Search Results Scraper

And here is an example scraper for Google search results:

import httpx

query = "httpx python"
url = f"https://www.google.com/search?q={query}"

client = httpx.Client()
response = client.get(url)

from bs4 import BeautifulSoup
soup = BeautifulSoup(response.text, ‘html.parser‘)

for result in soup.select(‘.tF2Cxc‘):

  title = result.select_one(‘.DKV0Md‘).text
  link = result.select_one(‘.yuRUbf a‘)[‘href‘]

  print(title)
  print(link) 
  print()

This searches Google for a given query, parses the result links/titles, and prints them out.

Again many enhancements could be made like extracting search results counts, additional fields, scraping result pages, detecting captchas, etc.

These examples demonstrate common scraping patterns with HTTPX. The same techniques can be applied to build scrapers for many websites and APIs.

Summary

To summarize, HTTPX provides a powerful HTTP client for building Python web scrapers.
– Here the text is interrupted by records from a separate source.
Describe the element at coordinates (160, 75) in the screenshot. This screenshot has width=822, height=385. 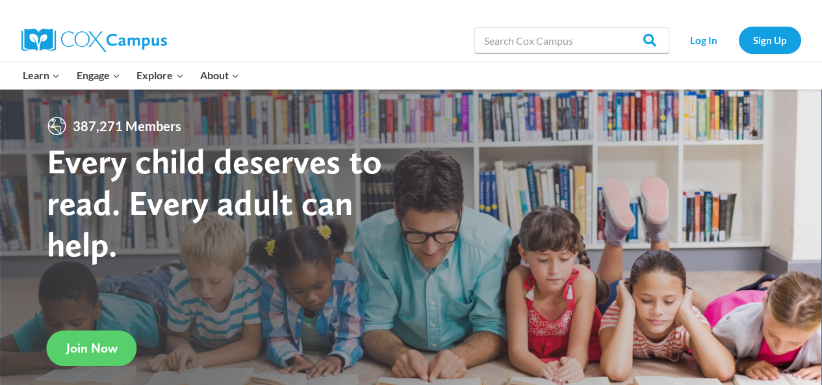
I see `span: Explore` at that location.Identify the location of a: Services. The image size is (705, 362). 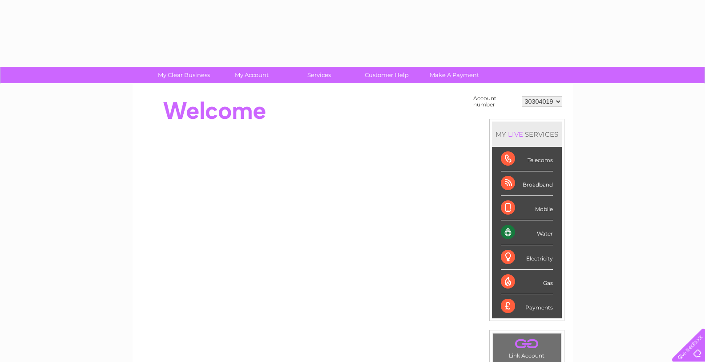
(319, 75).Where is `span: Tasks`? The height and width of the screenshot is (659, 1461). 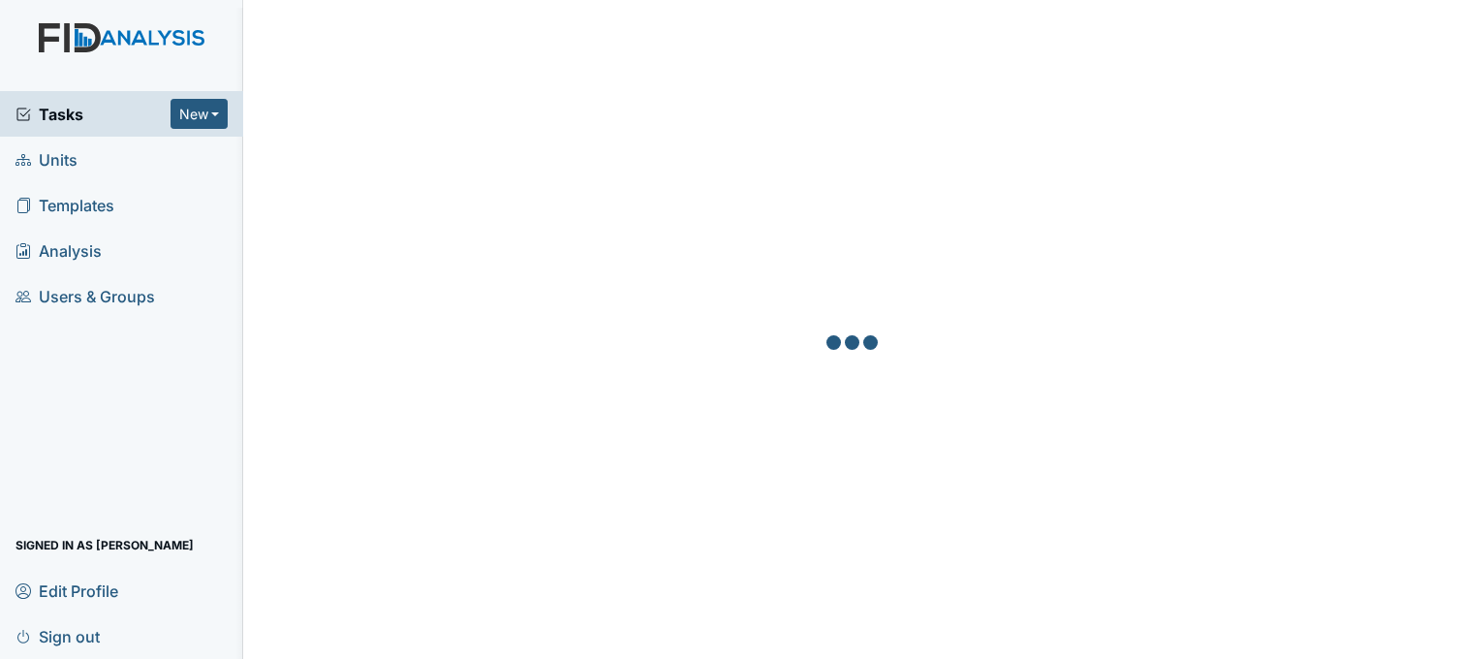
span: Tasks is located at coordinates (93, 114).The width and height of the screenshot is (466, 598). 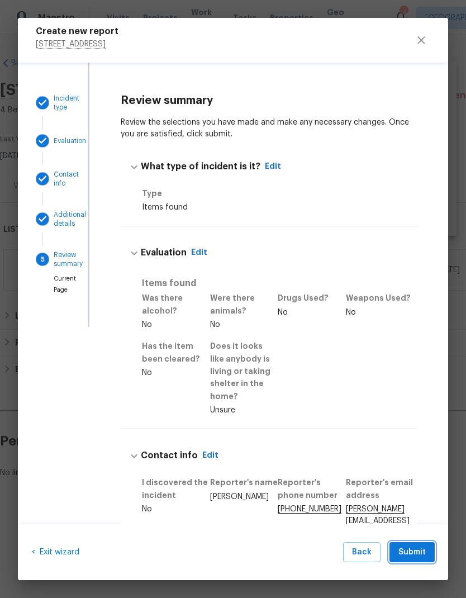 What do you see at coordinates (269, 167) in the screenshot?
I see `div: What type of incident is it? Edit` at bounding box center [269, 167].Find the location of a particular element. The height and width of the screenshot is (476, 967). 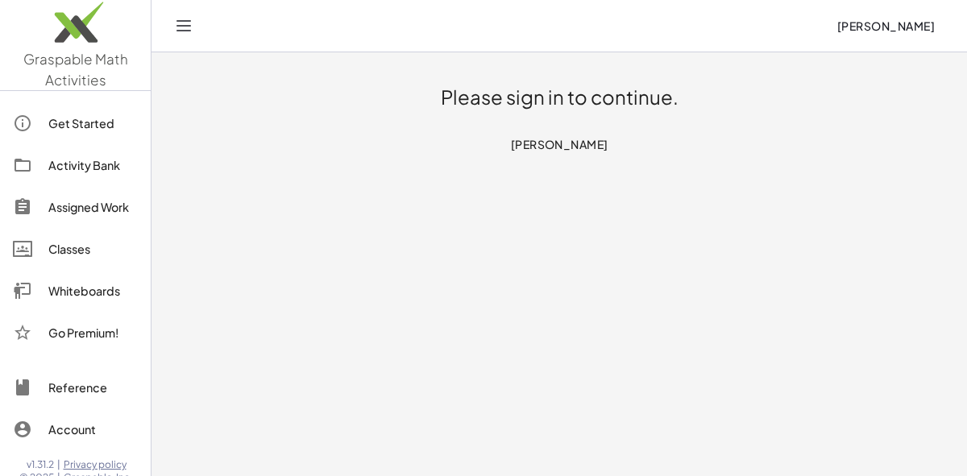

div: Activity Bank is located at coordinates (93, 165).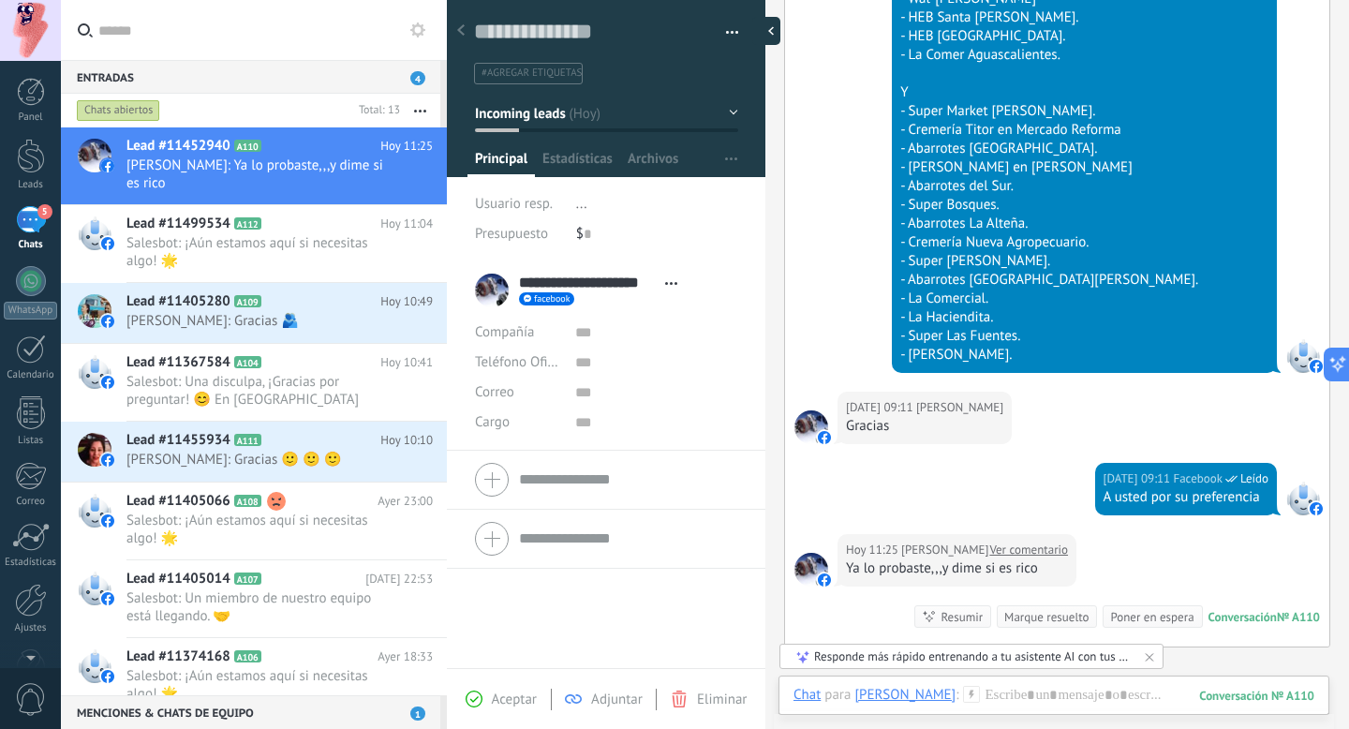  I want to click on span: Presupuesto, so click(511, 233).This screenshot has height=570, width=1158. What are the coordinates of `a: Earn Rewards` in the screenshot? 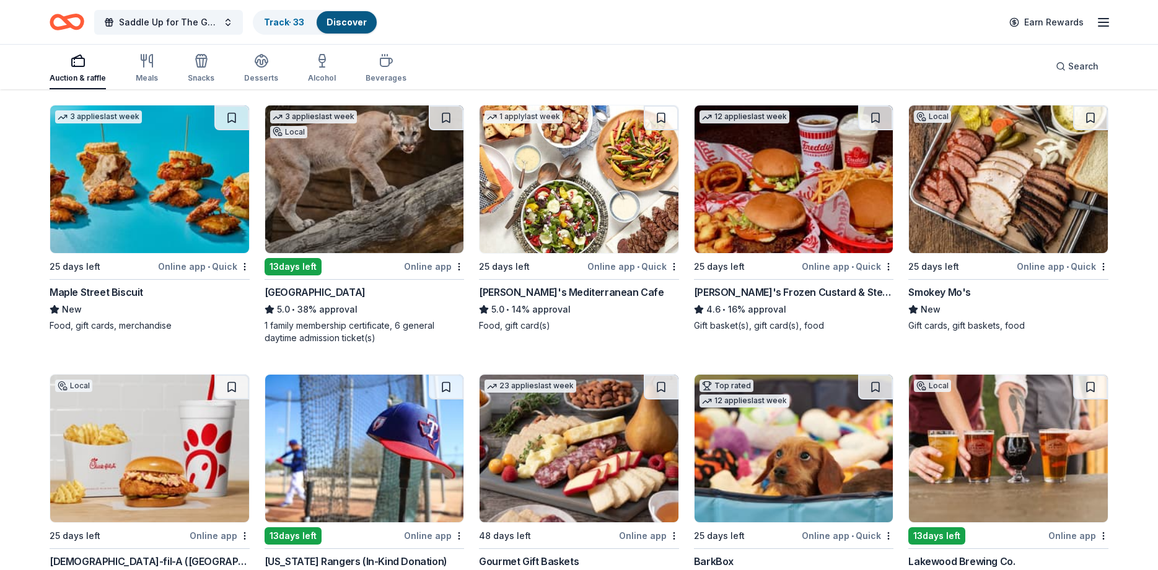 It's located at (1047, 22).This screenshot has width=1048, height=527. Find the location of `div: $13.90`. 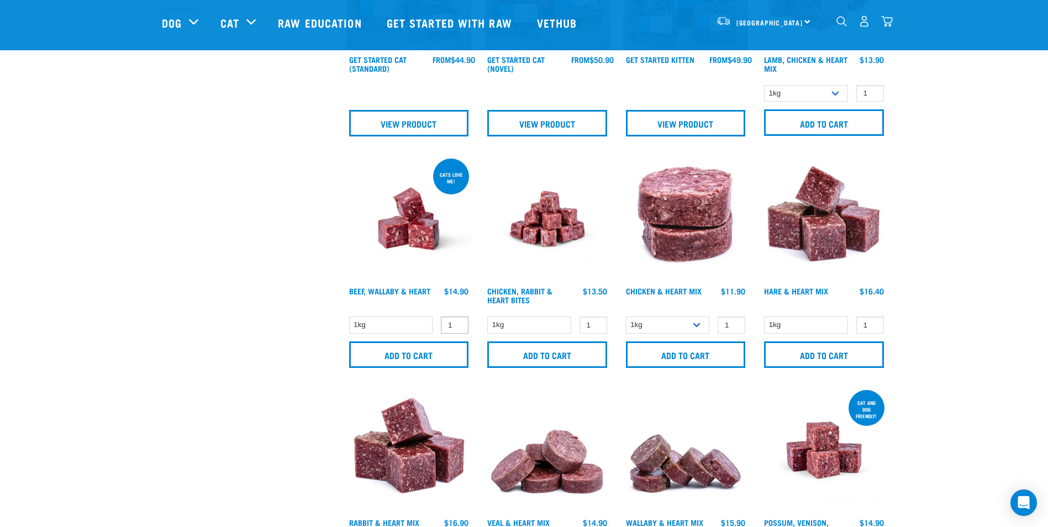

div: $13.90 is located at coordinates (871, 60).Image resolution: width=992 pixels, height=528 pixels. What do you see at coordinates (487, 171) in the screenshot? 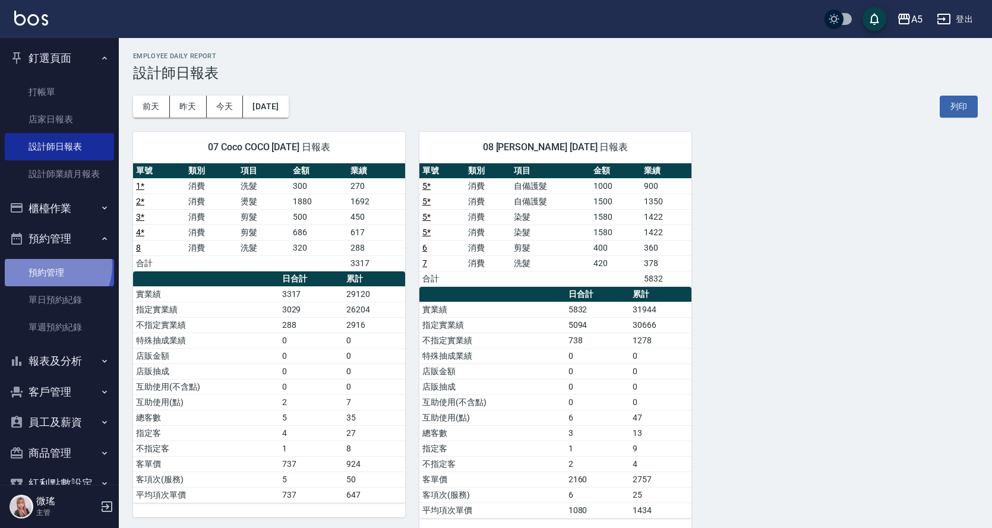
I see `th: 類別` at bounding box center [487, 171].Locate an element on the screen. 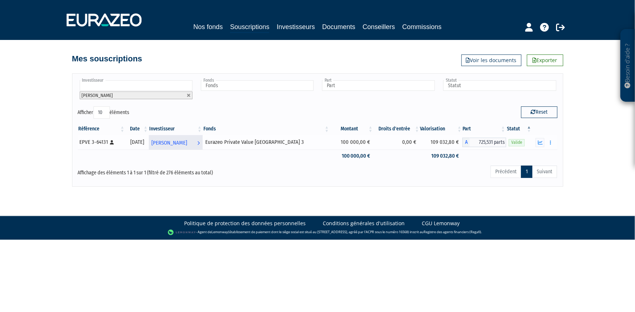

Here are some key points:

  • HTTPX has a simple, requests-style API for making requests.

  • Async support allows making requests concurrently.

  • Robust error handling with timeouts, retries and status checks.

  • Scrape HTML pages with Beautiful Soup and JSON APIs easily.

  • Persistent clients provide connection pooling, sessions and cookie handling.

  • Advanced techniques like proxies, headers and auth enable sophisticated scrapers.

  • Follow best practices like using throttling, random delays and user-agents.

HTTPX makes it easy to start scraping with Python. With robust error handling and asynchronous concurrency, scalable scrapers can be developed.

Give HTTPX a try on your next Python web scraping project!